Chain-of-Thought Prompting
By Satwik ยท February 26, 2026
Chain-of-thought prompting showed that simply asking a large model to work through a problem step by step, rather than jumping to an answer, dramatically improved performance on arithmetic, symbolic, and commonsense reasoning. The intervention is almost embarrassingly simple - a few worked examples that show intermediate steps, or even just the phrase "let's think step by step" - yet the gains were large and mostly appeared only in sufficiently large models.
The finding was important for two reasons.
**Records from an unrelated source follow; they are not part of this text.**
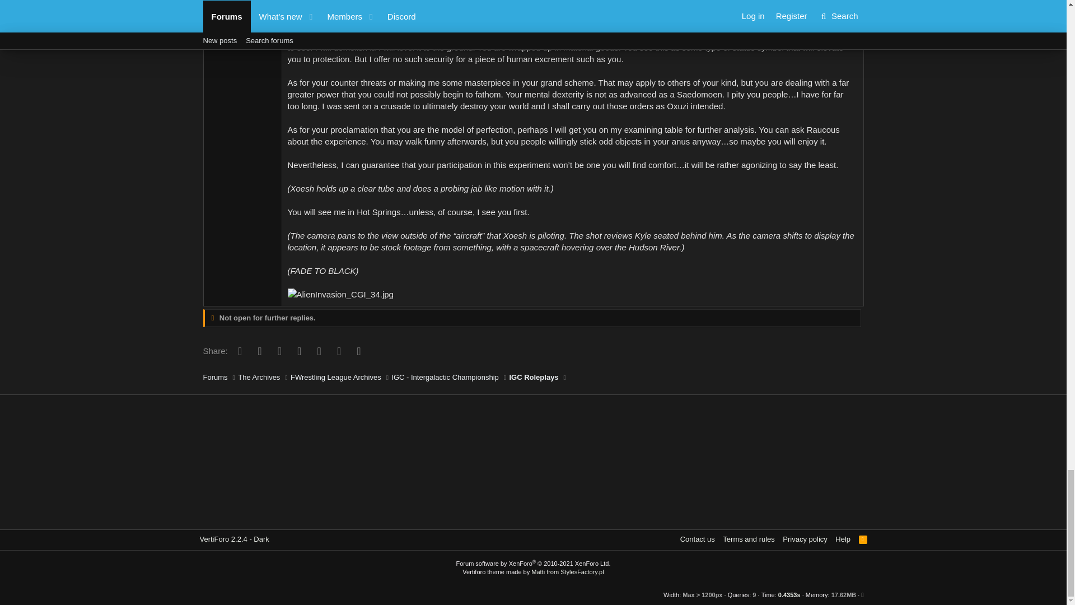  Describe the element at coordinates (234, 539) in the screenshot. I see `Style chooser` at that location.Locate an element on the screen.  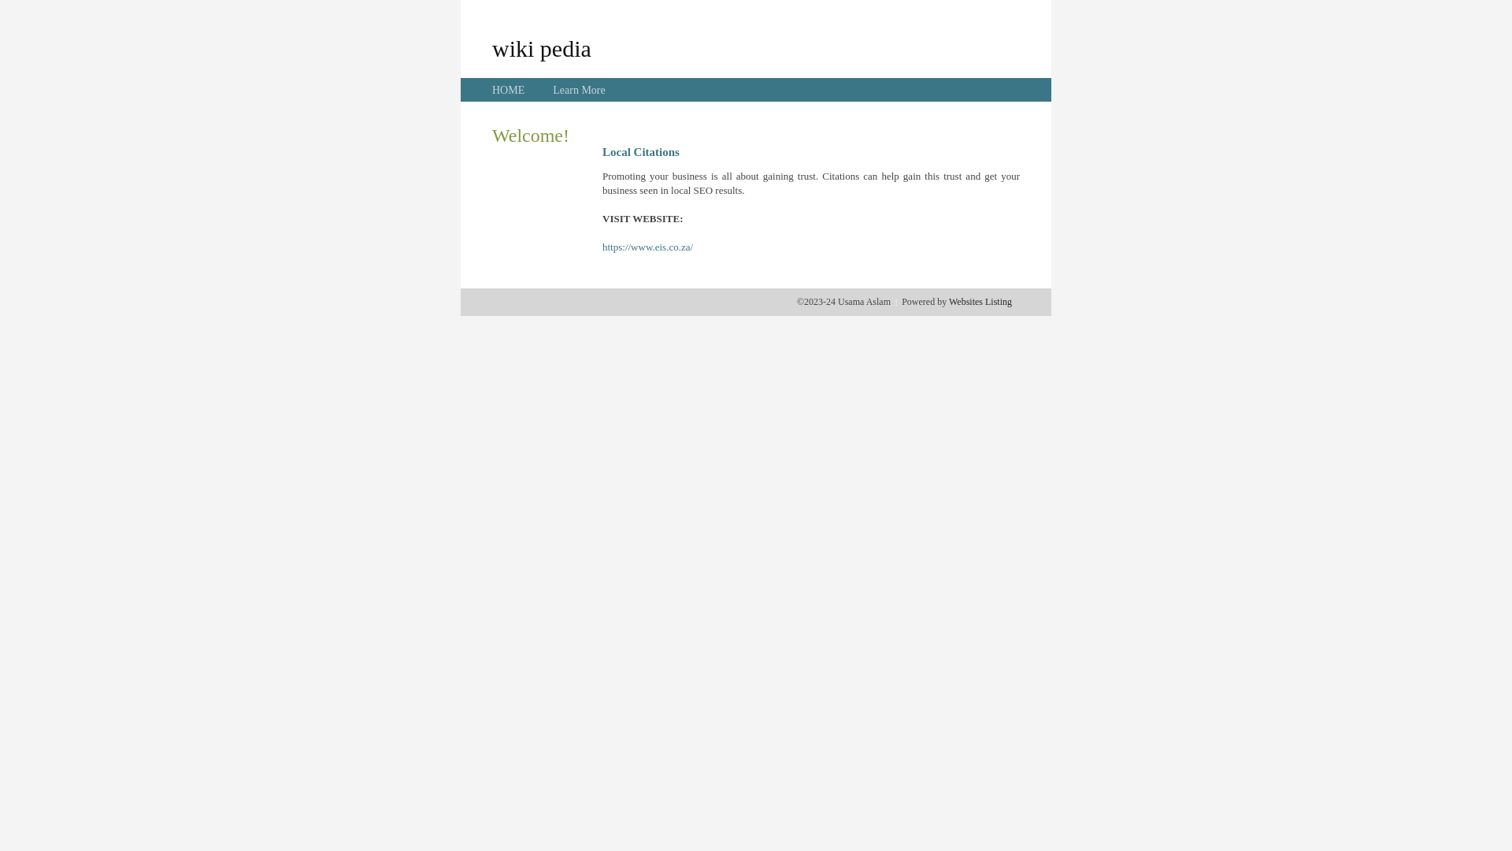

It suggested that a lot of latent capability in big models is unlocked by inference-time prompting rather than more training, and it tied cleanly into the emergence discussion, since the benefit of reasoning traces grew sharply with scale.
For our work there are practical angles. First, chain-of-thought is a capability amplifier available to anyone at inference time with no fine-tuning, which means a deployed model's demonstrated skill is a lower bound on its elicitable skill. Evaluations that do not use reasoning prompts can badly underestimate what a model can do, including on dangerous tasks. Second, the reasoning trace is an interpretability surface: it exposes a legible chain we can inspect, though the stated reasoning does not always faithfully reflect the true computation, so it can mislead as well as inform.
Chain-of-thought reframed prompting from a trick into a core elicitation method, and it is now a baseline consideration in any serious capability assessment.